Hello,
The architectures I tested were armv7 and arm64 on FreeBSD 13. The compiler is clang 11.0.1.
FreeBSD defines _BYTE_ORDER but not __BYTE_ORDER. Likewise, it defines _BIG_ENDIAN but not __BIG_ENDIAN.
You should be able to make your code work with something like this:
#if defined(_BYTE_ORDER) && !defined(__BYTE_ORDER)
# define __BYTE_ORDER _BYTE_ORDER
#endif
I recommend patching the endianess detection code so it checks for the presence of the macros you want to test
in addition to using them (the C preprocessors substitutes 0 for undefined macros). For example, try this:
#if !defined(__BYTE_ORDER) || !defined(__BIG_ENDIAN)
# error cannot determine byte order
#endif
Also consider checking both for big and little endian instead of just assuming little endian if the big endian case does not apply.
This makes the code robust against architectures where the byte order is neither big nor little endian.
Also consider writing endian agnostic code instead of having separate code paths for both endianesses. This also has
the effect of making the code compliant with the strict aliasing rule which your code does not seem to be. For example,
you can use functions like these for accessing fields in files with a defined endianess without having to make assumptions
about the endianess of the architecture you are programming for:
This implementation compiles to reasonable code with modern gcc and clang and allows you to completely avoid
having to detect and deal with host endianess.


TASK DIRECTIONS: Take from the records below each line that holds "pixels".

DATA RECORDS:
========================================
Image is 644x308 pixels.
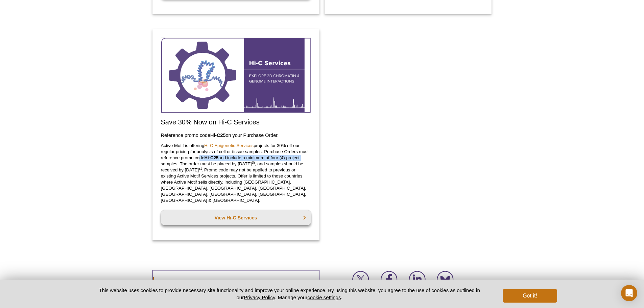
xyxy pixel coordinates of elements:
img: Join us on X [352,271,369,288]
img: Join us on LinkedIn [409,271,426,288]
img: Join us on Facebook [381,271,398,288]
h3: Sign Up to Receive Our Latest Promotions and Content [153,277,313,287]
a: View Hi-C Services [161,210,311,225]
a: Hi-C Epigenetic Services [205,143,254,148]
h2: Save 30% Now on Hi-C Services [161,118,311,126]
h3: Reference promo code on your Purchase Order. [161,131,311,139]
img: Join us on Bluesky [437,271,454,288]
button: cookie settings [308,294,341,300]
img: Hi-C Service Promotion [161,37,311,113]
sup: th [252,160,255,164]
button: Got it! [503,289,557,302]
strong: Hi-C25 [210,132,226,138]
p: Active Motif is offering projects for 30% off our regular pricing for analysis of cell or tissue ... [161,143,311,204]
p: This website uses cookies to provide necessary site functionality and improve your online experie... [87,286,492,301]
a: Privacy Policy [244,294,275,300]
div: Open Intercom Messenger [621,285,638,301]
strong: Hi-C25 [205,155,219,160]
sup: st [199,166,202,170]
========================================
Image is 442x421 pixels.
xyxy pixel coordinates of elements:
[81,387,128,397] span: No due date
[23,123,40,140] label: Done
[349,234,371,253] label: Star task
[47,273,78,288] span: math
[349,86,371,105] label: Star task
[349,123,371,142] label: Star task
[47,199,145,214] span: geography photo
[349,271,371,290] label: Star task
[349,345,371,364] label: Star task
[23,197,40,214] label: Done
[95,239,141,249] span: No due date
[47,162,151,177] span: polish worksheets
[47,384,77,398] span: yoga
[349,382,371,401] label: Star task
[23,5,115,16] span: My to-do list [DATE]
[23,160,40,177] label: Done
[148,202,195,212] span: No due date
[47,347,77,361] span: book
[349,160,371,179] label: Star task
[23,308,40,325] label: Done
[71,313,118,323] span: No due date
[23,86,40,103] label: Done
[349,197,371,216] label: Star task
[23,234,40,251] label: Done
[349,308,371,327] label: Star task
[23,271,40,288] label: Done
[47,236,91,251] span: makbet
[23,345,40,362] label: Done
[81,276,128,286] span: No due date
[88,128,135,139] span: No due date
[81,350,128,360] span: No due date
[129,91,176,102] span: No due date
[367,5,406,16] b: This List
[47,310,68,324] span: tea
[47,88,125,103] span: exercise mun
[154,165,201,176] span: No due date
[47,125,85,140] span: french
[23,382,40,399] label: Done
========================================
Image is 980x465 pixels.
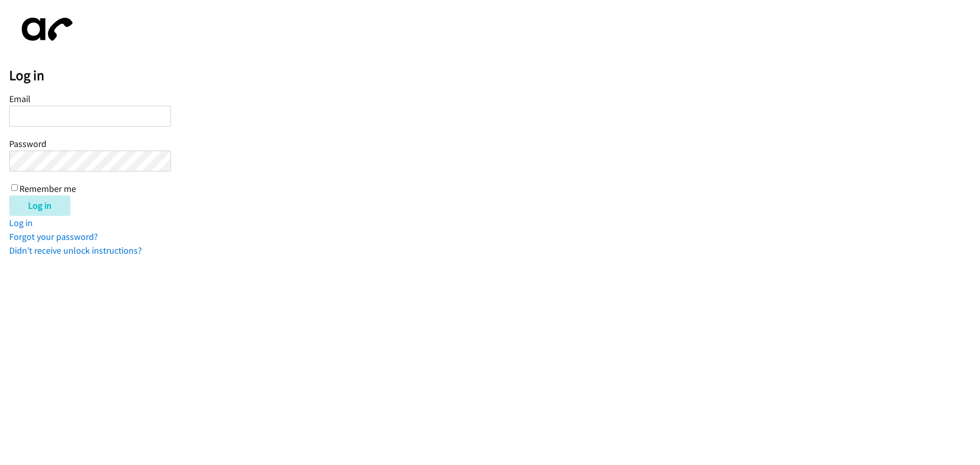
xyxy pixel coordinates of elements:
========================================
RESPONSE BELOW:
Image is 644x308 pixels.
Image is 442x421 pixels.
Image is 980x465 pixels.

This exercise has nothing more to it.